Eric Kurlander (PhD Harvard University) is Associate Professor and Chair ofModern European History at Stetson University. His recent book, Living WithHitler: Liberal Democrats in the Third Reich (Yale University Press, 2009), exam-ines the ways in which German liberals negotiated, resisted, and in some waysaccommodated the Third Reich. His first book, The Price of Exclusion:Ethnicity, National Identity, and the Decline of German Liberalism, 1898–1933(Berghahn Books, 2006), describes how ethnic nationalist ideology graduallyundermined the liberal parties in late-Imperial and Weimar Germany. His articleshave appeared in Central European History, The Historian, The Bulletin of theGerman Historical Institute, Ethnopolitics, and The European Review of History,as well as a number of edited collections.

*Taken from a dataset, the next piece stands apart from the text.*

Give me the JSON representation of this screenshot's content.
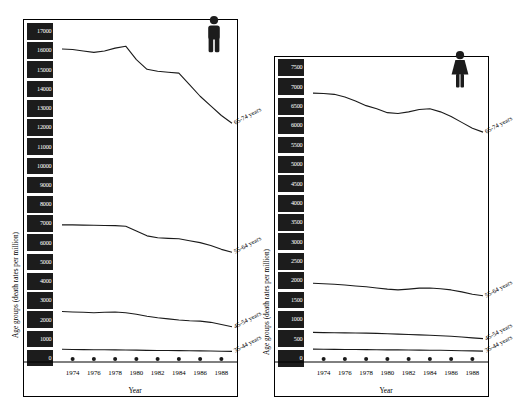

Kurlander has held research and writingfellowships from the Alexander von Humboldt Foundation; the German HistoricalInstitute; the German Academic Exchange Service (DAAD); the KruppFoundation; and Harvard University’s Program for the Study of Germany andEurope. His current projects include a textbook, The West in Question: Continuityand Change (Pearson-Longman), and Nazi Monsters: A Supernatural History of theThird Reich.